STEPHEN TWIGG was the young-looking candidate who scored a famous victory by unseating Michael Portillo in Enfield Southgate in 1997. It was a seat that the Tories should never have lost, and they got it back in 2005. Twigg then scored a second notable victory by ousting the veteran left wing MP Bob Wareing to secure the Labour nomination for Liverpool West Derby. And he has been an education minister. All that experience and still only 42 years old.

NICK BOLES, 44, might have been Mayor of London, instead of Boris Johnson, if cancer had not forced him to pull out of the contest. After his recovery, he was chosen as the candidate in the safe Tory seat of Grantham and Stamford, once held by Margaret Thatcher. As a member of Cameron's "Notting Hill set" he will be an important figure in the Conservative Party of the future, but Boles-for-leader is a bit of a long shot.

IAIN STEWART, a 36-year-old accountant, has an appealing sense of humour. On his website, he reveals that, hailing from Scotland, he was christened by Gordon Brown's father, that the first album he bought was by Abba, and that his friends call him "Martha". That puts two challenges in his way. First he must win Milton Keynes South against a sitting Labour MP, Phyllis Starkey, and, if he achieves that, next he must persuade his fellow MPs to take him seriously.

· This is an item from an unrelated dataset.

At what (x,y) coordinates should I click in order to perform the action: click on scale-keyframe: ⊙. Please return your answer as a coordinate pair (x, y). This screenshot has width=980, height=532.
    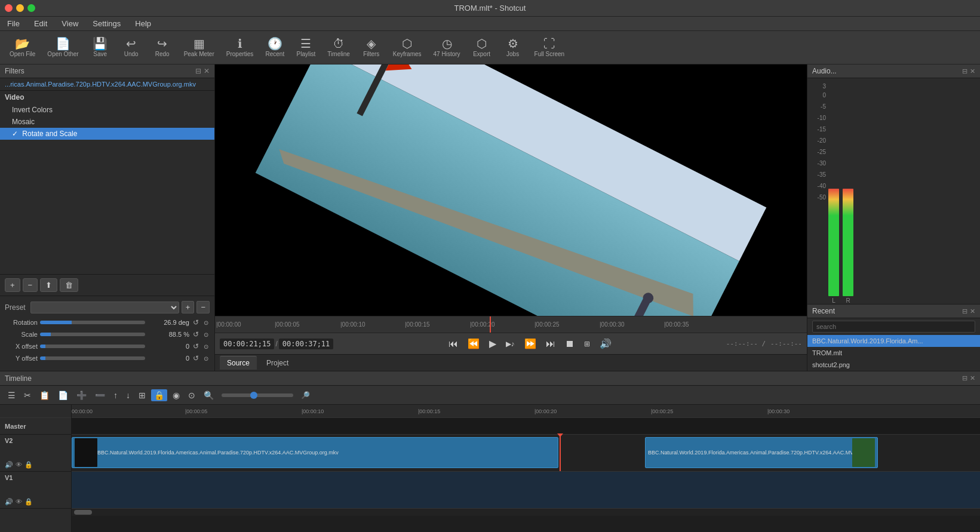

KEVIN MCKEEVER is a public affairs consultant, a former Labour Party organiser – and an avid Twitterer. One of his most recent tweets was: "David Cameron apologises for Section 28. What about age of consent? Lesbian fertility rights? Gay adoption?" He is hard working and committed, which he will need to be to have any chance of winning Harborough, where he is to be the Labour candidate. It may be a few more years before he is an MP.

But then again, we might already have had one...

*Two years ago, Brian Coleman, a Conservative member of the London Assembly, claimed that it was "common knowledge" in the Conservative Party that Sir Edward Heath, Tory Prime Minister in 1970-74, was gay. If true, it does not necessarily make Heath the first gay PM.

The Earl of Rosebery, PM in 1894-5, was very close to his private secretary, who was the older brother of Oscar Wilde's lover, Lord Alfred Douglas. Wilde's biographer Neil McKenna believes Wilde was disgraced to cover up the greater scandal that Rosebery was gay.

William Pitt the Younger, left, who became PM in 1783, never married but had a male friend, Tom Steele, whom he took on holidays to Brighton, then a gay haunt. Pitt's biographer William Hague suspects that "Pitt had homosexual leanings but suppressed any urge to act on them."